While Hickenlooper is focused on helping mining and drilling towns make that transition, he’s also cognizant of the opportunities presented by the New Energy Economy his predecessor first launched. Earlier this month he signed a bill that made Colorado the top state for buying a new electric vehicle. The bill provides a $5,000 state tax credit at the time of purchase instead of when taxes are filed in April, which is when federal EV credits kick in.

“We’ve always worked with [Gov. Hickenlooper] on different alternative-fuel programs and we’re glad to see the state of Colorado come out with this initiative because it just adds to the alternative programs that he’s had in the past and builds on the future of where the vehicles need to go,” said Cynthia Williams, Ford Motor Company’s associate director of vehicle, environmental and regulatory strategy. She added Ford prefers Colorado’s incentive-laden approach to California’s ZEV (zero-emission vehicle) mandate that set manufacturing quotas.

Recreation vs. Resources on Public Lands

Former Democratic state Sen. Gail Schwartz, a ski-town development planner who used to live near Aspen and now calls Crested Butte home, did a lot of the legislative heavy living for Ritter’s energy policies during two terms under the gold-leafed dome of the state capitol. She’s now challenging Republican U.S. Rep.

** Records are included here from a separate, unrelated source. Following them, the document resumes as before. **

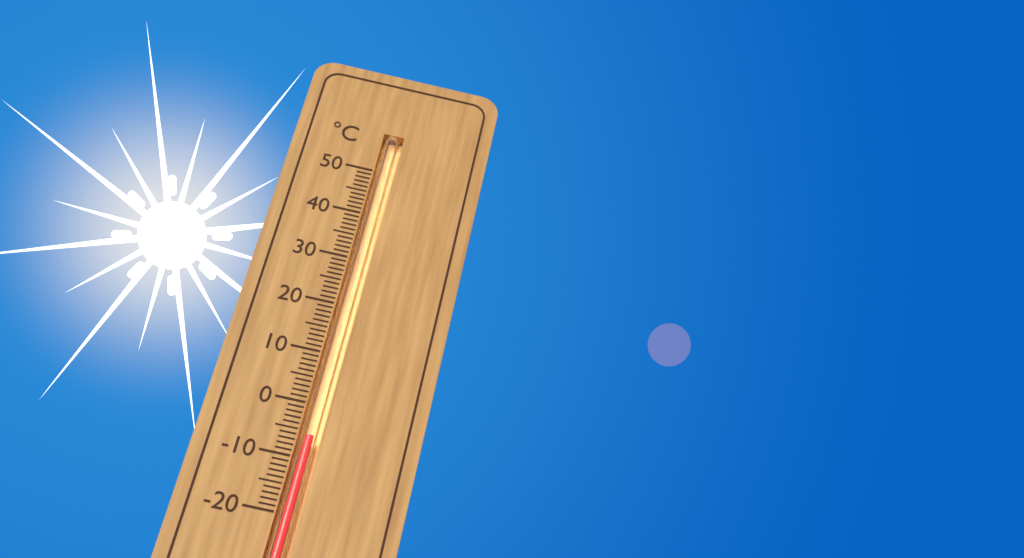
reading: -6 °C
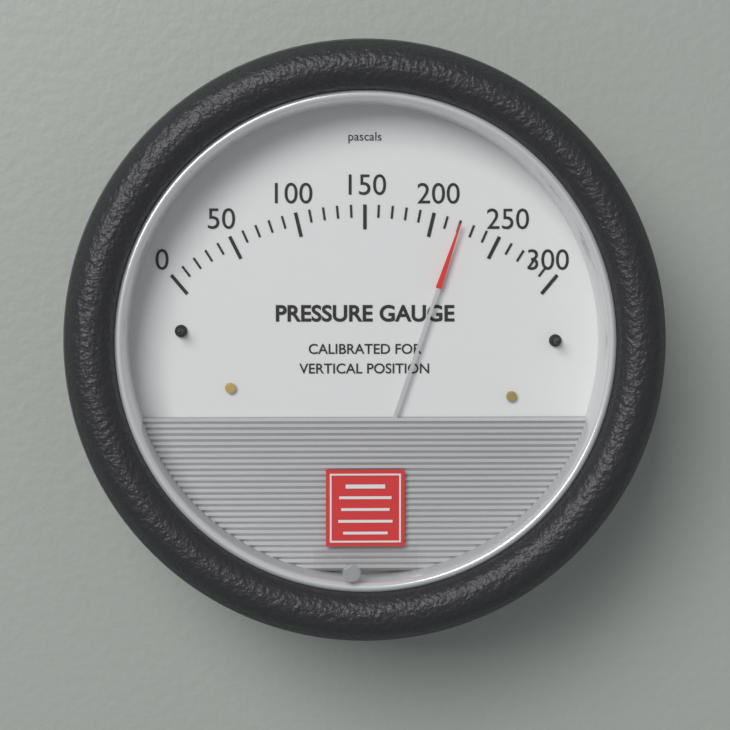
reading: 220 Pa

Scott Tipton for the sprawling Western Slope district that includes many of the state’s faltering coal-mine communities.

Schwartz says there’s a critical balance to be struck between utilizing the third of the state that’s federally owned for tourism and recreation and extracting resources such as coal, oil and gas and timber.

“We look at the strong growth of the recreation industry, but what kind of an experience are we going to be offering both our visitors and our residents and a lot of people who are coming to the state because of the quality of life that we offer?” Schwartz said. “You saw with the Thompson Divide, [the oil and gas industry is] trying to take very special, pristine areas that need to be protected so we can support the recreation industry.”

Schwartz says it’s fine line between utilizing public lands to support sustainable industries and exploiting them for the profit of out-of-state companies.

“This is not to say there isn’t the opportunity in the right place with the right oversight for continued natural gas development in particular in western and southern Colorado,” Schwartz said. “We can continue to have our compatible use of both natural gas development as well as recreation development, but in the right place and done in the right way.”

Schwartz’s incumbent opponent in Colorado’s massive 29-county 3rd Congressional District, counters that she’s a ski-town liberal trying to shut down all fossil fuel extraction on public lands.

“Gail Schwartz’s policies have been artificially shutting out all fossil fuels in favor of renewable energy, and that doesn’t work,” said Tipton campaign manager Michael Fortney. “We’ve lost thousands of jobs on the Western Slope and across the district because of Gail Schwartz’s policies in the state Senate.”

The hotly contested race plays into the growing debate over how best to manage huge swaths of federal land across the West, including Colorado. There’s an increasingly hostile local movement against control from Washington and for greater state authority.